Additionally, rising geopolitical risks, particularly the increase in cyber threats, are reinforcing the need to avoid reliance on a single vendor. To bolster operational resilience, we have built tools to interact with our clients and counterparts directly.

Our Agency Lending Borrower portal gives borrowers access to our supply directly through FIX or REST API, and our proprietary trading and operations infrastructure. Both represent multi-year commitments that deliver significant value to clients on our platform.

How do you assess the outlook for European securities lending markets for the next 12 months?

Hussain: As European markets move closer to Basel 3.1 compliance, the year ahead is likely to be shaped by familiar dynamics in EGBs and funding: rising borrower demand for balance sheet optimisation and a sustained lending premium for access to HQLA. In this environment, securities lending agents are evolving from ‘inventory intermediaries’ into liquidity providers — deploying high-quality collateral and term funding solutions on behalf of lending clients to help borrowers meet increasingly regulation-driven needs.

Geopolitics are difficult to predict; if macro uncertainty persists, volatility is likely to remain elevated — particularly in European equities. We expect activity to be on par with what we have seen this past year, with sector-specific shorting as opposed to broad-based directional positioning. Lenders could see a more active ‘specials’ environment and enhanced securities lending returns.

Additionally, we will be watching how market-specific developments play out, particularly with the MSCI Greece Indexes being reclassified from emerging market to developed market status, as well as the direction of travel for short selling restrictions in Türkiye.

Karan Singh: Volatile but calmer than last year. We are also hoping some large lenders come back to the market, which will improve access for the borrowers.

Mansfield: The outlook for European securities lending over the next 12 months is broadly positive. We expect balances to remain elevated, supported by volatility, sector dispersion, and event-driven demand, although revenues are still likely to be episodic and shaped by macro conditions rather than structural short demand.

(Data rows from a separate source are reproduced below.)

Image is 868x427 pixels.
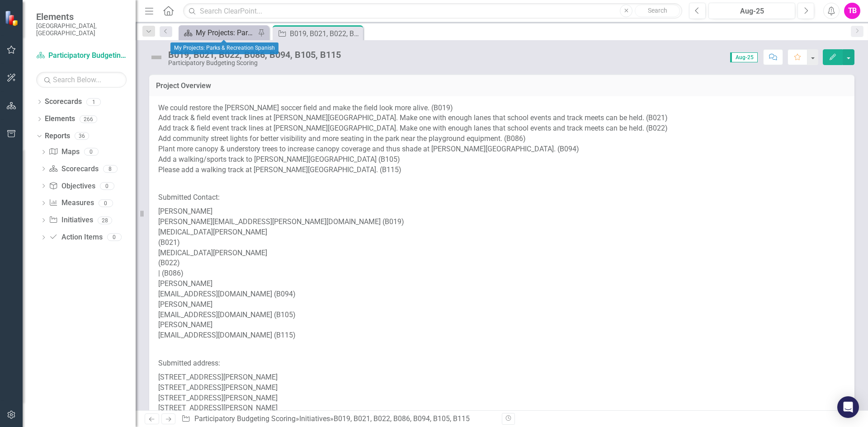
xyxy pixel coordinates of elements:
[75,132,89,140] div: 36
[158,357,845,370] p: Submitted address:
[196,27,256,38] div: My Projects: Parks & Recreation Spanish
[837,396,859,418] div: Open Intercom Messenger
[80,116,97,123] div: 266
[49,198,94,208] a: Measures
[708,3,795,19] button: Aug-25
[156,82,848,90] h3: Project Overview
[100,182,114,190] div: 0
[712,6,792,17] div: Aug-25
[45,131,70,141] a: Reports
[158,191,845,205] p: Submitted Contact:
[635,4,680,17] button: Search
[844,3,860,19] button: TB
[49,147,79,157] a: Maps
[84,148,99,156] div: 0
[334,414,470,423] div: B019, B021, B022, B086, B094, B105, B115
[290,28,361,40] div: B019, B021, B022, B086, B094, B105, B115
[158,205,845,343] p: [PERSON_NAME] [PERSON_NAME][EMAIL_ADDRESS][PERSON_NAME][DOMAIN_NAME] (B019) [MEDICAL_DATA][PERSON...
[168,50,341,60] div: B019, B021, B022, B086, B094, B105, B115
[730,52,757,62] span: Aug-25
[36,22,127,37] small: [GEOGRAPHIC_DATA], [GEOGRAPHIC_DATA]
[194,414,296,423] a: Participatory Budgeting Scoring
[49,232,102,243] a: Action Items
[648,7,667,14] span: Search
[181,27,256,38] a: My Projects: Parks & Recreation Spanish
[299,414,330,423] a: Initiatives
[158,103,845,177] p: We could restore the [PERSON_NAME] soccer field and make the field look more alive. (B019) Add tr...
[170,43,278,54] div: My Projects: Parks & Recreation Spanish
[45,114,75,124] a: Elements
[103,165,117,173] div: 8
[149,50,164,65] img: Not Defined
[49,181,95,192] a: Objectives
[86,98,101,105] div: 1
[49,164,98,175] a: Scorecards
[182,414,495,424] div: » »
[36,11,127,22] span: Elements
[4,10,20,26] img: ClearPoint Strategy
[107,234,122,241] div: 0
[97,217,112,224] div: 28
[99,199,113,207] div: 0
[183,3,682,19] input: Search ClearPoint...
[168,60,341,67] div: Participatory Budgeting Scoring
[36,51,127,61] a: Participatory Budgeting Scoring
[49,215,93,225] a: Initiatives
[45,97,82,107] a: Scorecards
[36,72,127,88] input: Search Below...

Markets should remain liquid, particularly in HQLA, even if the expected rate-cutting cycle pauses or reverses temporarily. We also expect continued stress in some emerging markets and parts of credit, driven by ongoing geopolitical uncertainty, including the crises in Ukraine and Iran.

At the same time, structural developments such as CCP clearing, programme optimisation, and the transition to T+1 should support incremental growth and improve market efficiency over the medium term.

Howie: The outlook for European securities lending looks constructive. Market risk conditions remain elevated, with the potential for sharp price swings and higher cross asset contagion during geopolitical stress, which tends to translate into bursts of idiosyncratic borrow demand rather than a single, persistent directional short theme. Consistent with that, the market has shown stronger momentum in EMEA equities versus prior year, suggesting the region is entering this period with healthier underlying activity.

Where the market looks most durable is the plumbing that sits underneath: funding, collateral transformation, and balance sheet efficiency. The ECB’s balance sheet normalisation is continuing to reduce reserves and push liquidity distribution back into money markets, with banks expected to rely more actively on repo and related funding channels as more institutions approach preferred reserve levels over 2026.

That backdrop supports steady demand for high-quality collateral and efficient financing structures, reinforced by an expanding and increasingly important European repo ecosystem as participants manage collateral mobility, term premia, and balance sheet constraints.